Tuesday, September 20, 2005

TWO FROM WORKING FOR CHANGE

Once again, my busy schedule is keeping me from doing much more than dropping a couple of excerpts and links. But it is good stuff. Check it out.

America learns the hard way that
Bush provides flash, not substance

Unfortunately, what the Bush White House is good at when it comes to national security is providing flash over substance, as Democratic Sen. Mary Landrieu of Louisiana found out the hard way. After riding in a helicopter with the president and seeing machinery apparently working on the breached 17th Street levee, she was shocked the next day to find the work had mysteriously stopped.

"Flying over this critical spot again this morning, less than 24 hours later, it became apparent that yesterday we witnessed a hastily prepared stage set for a presidential photo opportunity; and the desperately needed resources we saw were this morning reduced to a single, lonely piece of equipment," said the senator in a press release.
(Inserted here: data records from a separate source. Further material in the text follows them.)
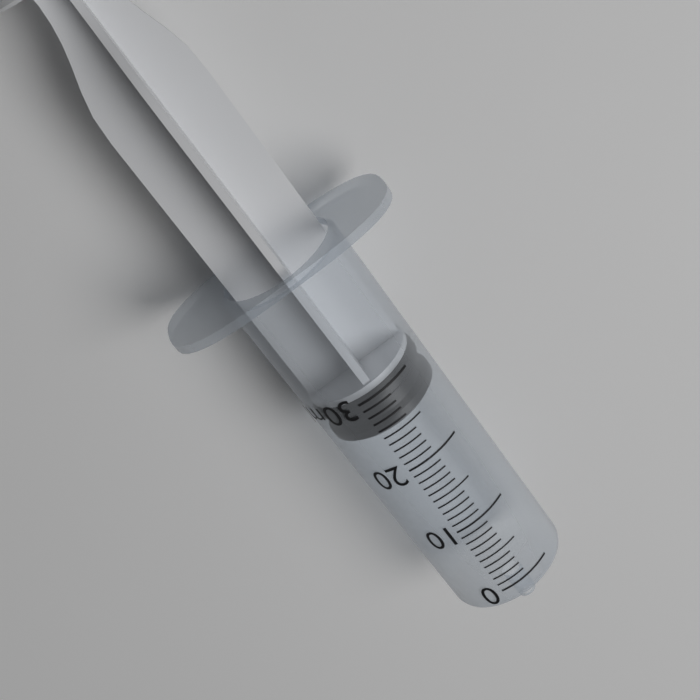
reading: 25 ml
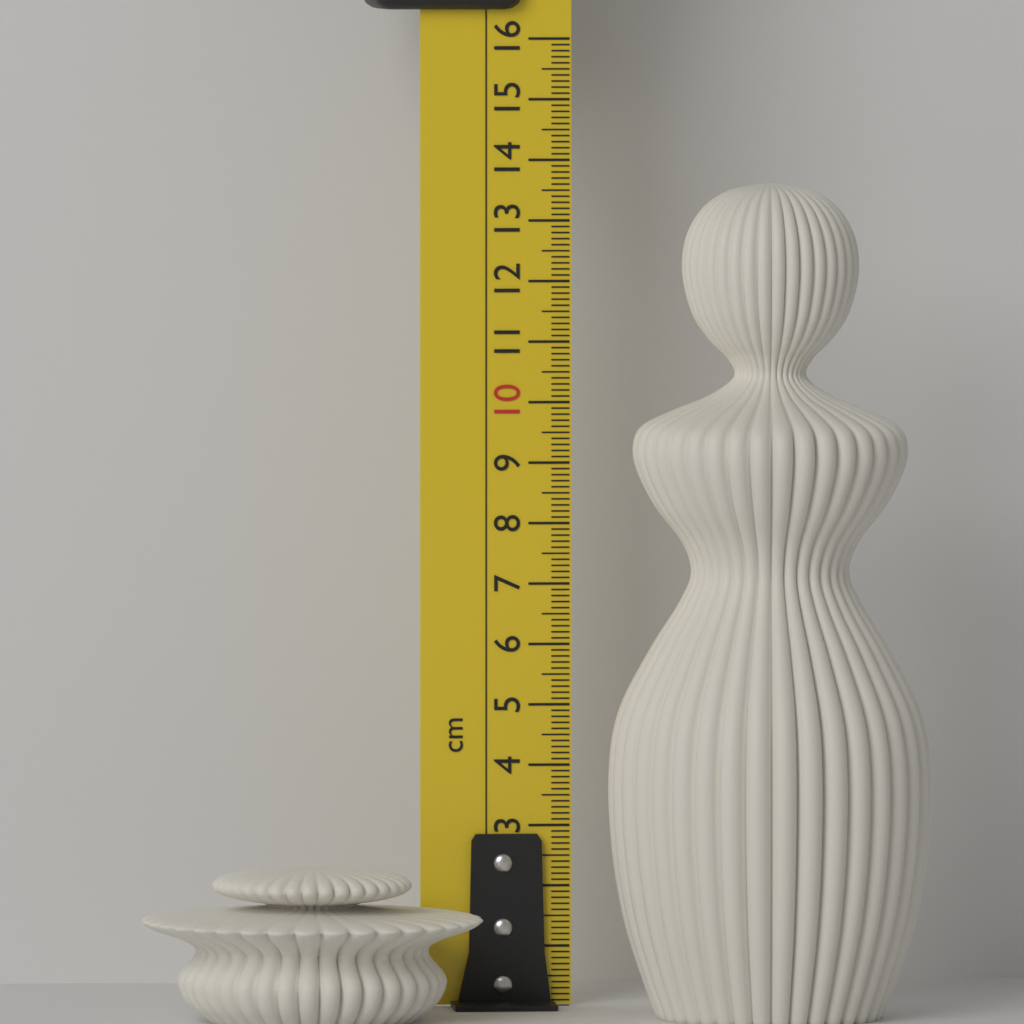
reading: 2.5 cm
For far too long, this kind of shenanigan worked well for Bush, allowing him to narrowly win a second term. His administration was asleep at the switch on 9-11 even though "the system was blinking red," according to the then-CIA chief. Bush grabbed a bullhorn at ground zero and remade himself as a "war president" -- and suffered no real political damage from the failure to either capture Osama bin Laden or find weapons of mass destruction in Iraq.

Click
here for more.

Katrina reconstruction would be easier,
had Bush not squandered Clinton's surplus

It is an unenviable position for any president to be in: having to accommodate some $200 billion or more in unanticipated expenditures for what is clearly a federal responsibility to help the families of the region get back on their feet.

But that doesn't mean Bush didn't have it coming.

This president, you'll recall, inherited a budget surplus from the previous administration -- a cushion that could have been used to soften the budgetary blow of exactly this sort of monetary emergency. He made his bed, by recklessly wasting that surplus on bloated government spending, reckless tax cuts for his wealthy pals, and an even more reckless war in Iraq.

Now that he finds himself here, he has proposed to pay for it all by a combination of favorite conservative devices -- tax credits, enterprise zones, privatization -- that are a big part of how the budget surplus became a budget deficit in the first place.

Click here for more.

More of my always witty and poignant commentary tomorrow. I hope. Actually, I mean that I hope my commentary is always witty and poignant. I also hope I'll be able to produce some of that tomorrow. Okay, I'm always witty, at least. Right? Don't answer that.